MGS Christmas Seminar 2007

The MGS Christmas Seminar 2007 takes place in Birmingham on

Tuesday, 18 December 2007, 14:00h-17.30h

in UG40, School of Computer Science, University of Birmingham. For instructions how to reach the School, see here.

Programme

14:00h-15:00h
Static contract checking for Haskell.
Simon Peyton Jones, Microsoft Research (joint with Dana Xu, Cambridge Computer Lab).
Slides.
Modern type systems (eg in Haskell and ML) exclude many bugs by construction. But not all! We would like to go beyond these type systems, and write down the pre and post-conditions of our functions. More generally, in a higher-order language like Haskell, we extend traditional pre/post conditions to so-called "contracts.
Then we are faced with questions like In my talk I'll describe work in progress that makes some progress on these questions, in the context of Haskell. Our goal is to extend the "reach" of static verification, beyond traditional type systems, and to do so in a way that ordinary programmers (without PhDs) can make sense of.

15:00h-15:30h Coffee

15:30h-16:30h
Geometry of Synthesis: A structured approach to VLSI design
Dan Ghica, University of Birmingham
Related paper.

I propose a new technique for hardware synthesis from higher-order functional languages with imperative features based on Reynolds's Syntactic Control of Interference. The affine type system is useful for managing the thorny issue of sharing in physical circuits. We use a semantic model inspired by game semantics and the geometry of interaction, and express it directly as a certain class of digital circuits that form a cartesian, monoidal-closed category. Based on this theoretical foundation we introduce a new ANSI C to hardware compiler and we discuss some methodological issues regarding the role of higher order programming languages in hardware design.

16:30h-17:30h
Switched-on Yampa: Programming Modular Synthesizers in Haskell
Henrik Nilsson, University of Nottingham
Slides

In this talk and demonstration, we present an implementation of a modular synthesizer in Haskell using Yampa. A synthesizer, be it a hardware instrument or a pure software implementation, as here, is said to be modular if it provides sound-generating and sound-shaping components that can be interconnected in arbitrary ways. Yampa, a Haskell-embedded implementation of Functional Reactive Programming, supports flexible construction of hybrid systems. Since music is a hybrid continuous-time and discrete-time phenomenon, Yampa and is a good fit for such applications, offering some unique possibilities compared to most languages targeting music or audio applications. The demonstration illustrates this point by showing how simple audio blocks can be described and then interconnected in a network with dynamically changing structure, reflecting the changing demands of a musical performance.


■ EXERCISE
Copy out all the lines of the data that hold the word "pixels".

■ MATERIAL PROVIDED
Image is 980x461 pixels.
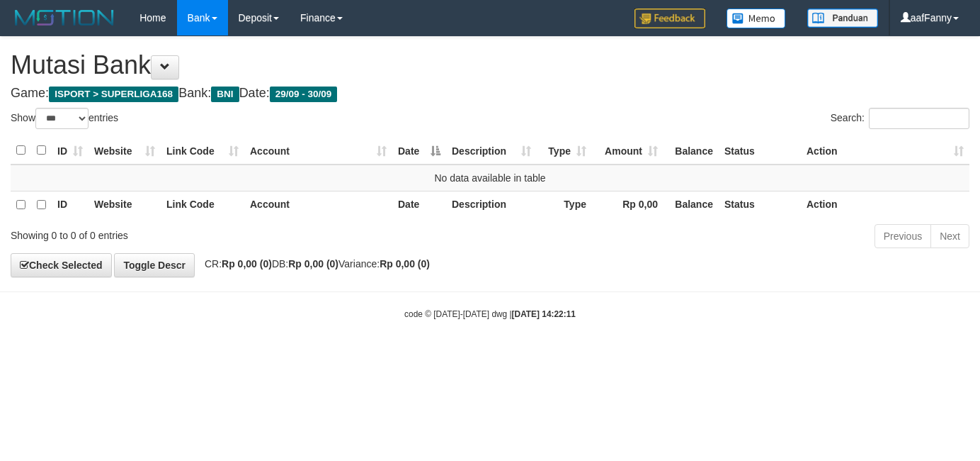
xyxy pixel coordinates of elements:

...

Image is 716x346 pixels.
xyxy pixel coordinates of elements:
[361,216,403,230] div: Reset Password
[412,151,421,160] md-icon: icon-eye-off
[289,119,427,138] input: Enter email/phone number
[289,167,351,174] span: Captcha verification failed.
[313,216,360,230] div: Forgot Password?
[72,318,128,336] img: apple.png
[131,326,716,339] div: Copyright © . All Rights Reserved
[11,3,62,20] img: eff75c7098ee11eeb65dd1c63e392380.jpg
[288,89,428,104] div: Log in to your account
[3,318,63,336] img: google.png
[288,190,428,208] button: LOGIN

* * *

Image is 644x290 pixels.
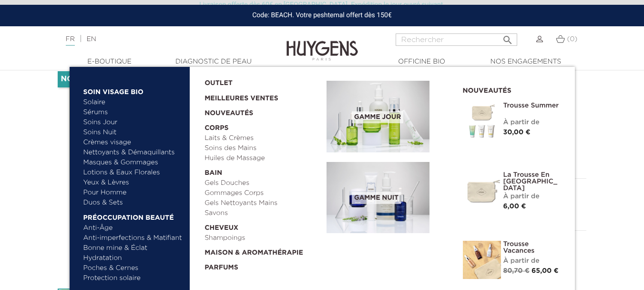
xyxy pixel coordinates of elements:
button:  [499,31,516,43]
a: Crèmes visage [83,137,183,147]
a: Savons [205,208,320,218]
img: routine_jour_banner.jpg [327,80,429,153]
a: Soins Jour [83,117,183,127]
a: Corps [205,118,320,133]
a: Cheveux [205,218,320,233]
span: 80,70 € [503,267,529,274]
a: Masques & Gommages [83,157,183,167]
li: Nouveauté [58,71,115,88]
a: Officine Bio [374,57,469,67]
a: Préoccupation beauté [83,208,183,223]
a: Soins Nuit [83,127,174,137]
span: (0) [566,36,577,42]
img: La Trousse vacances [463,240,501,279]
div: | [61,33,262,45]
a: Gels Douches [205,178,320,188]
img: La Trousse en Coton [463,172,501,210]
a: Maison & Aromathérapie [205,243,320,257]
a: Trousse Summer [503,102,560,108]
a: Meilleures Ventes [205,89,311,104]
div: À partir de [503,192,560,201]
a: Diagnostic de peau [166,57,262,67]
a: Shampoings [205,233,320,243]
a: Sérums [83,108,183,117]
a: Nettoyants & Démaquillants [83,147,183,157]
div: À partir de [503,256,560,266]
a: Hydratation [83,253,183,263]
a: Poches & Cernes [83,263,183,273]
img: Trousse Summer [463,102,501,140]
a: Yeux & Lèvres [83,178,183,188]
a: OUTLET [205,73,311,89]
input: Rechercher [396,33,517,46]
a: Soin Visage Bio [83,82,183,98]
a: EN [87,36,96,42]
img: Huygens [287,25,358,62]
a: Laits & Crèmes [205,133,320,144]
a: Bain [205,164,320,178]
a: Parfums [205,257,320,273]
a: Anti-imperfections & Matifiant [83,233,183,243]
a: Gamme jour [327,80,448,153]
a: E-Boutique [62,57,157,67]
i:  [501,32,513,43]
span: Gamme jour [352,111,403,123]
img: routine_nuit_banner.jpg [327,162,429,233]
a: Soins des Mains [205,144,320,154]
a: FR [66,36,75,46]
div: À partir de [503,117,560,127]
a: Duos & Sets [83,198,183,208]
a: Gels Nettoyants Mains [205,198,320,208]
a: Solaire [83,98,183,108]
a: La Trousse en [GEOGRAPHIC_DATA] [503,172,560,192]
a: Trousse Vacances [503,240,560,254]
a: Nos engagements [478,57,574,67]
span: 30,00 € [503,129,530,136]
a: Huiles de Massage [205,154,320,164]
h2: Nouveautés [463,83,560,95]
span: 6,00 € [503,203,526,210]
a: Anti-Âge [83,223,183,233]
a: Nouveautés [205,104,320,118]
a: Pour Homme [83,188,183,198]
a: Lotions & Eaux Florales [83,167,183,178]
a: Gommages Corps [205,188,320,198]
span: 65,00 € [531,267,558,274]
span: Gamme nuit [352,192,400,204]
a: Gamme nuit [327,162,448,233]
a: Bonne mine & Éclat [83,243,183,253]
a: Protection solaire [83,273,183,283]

■ RESPONSE BELOW
Image is 980x461 pixels.
Image is 716x346 pixels.
Image is 644x290 pixels.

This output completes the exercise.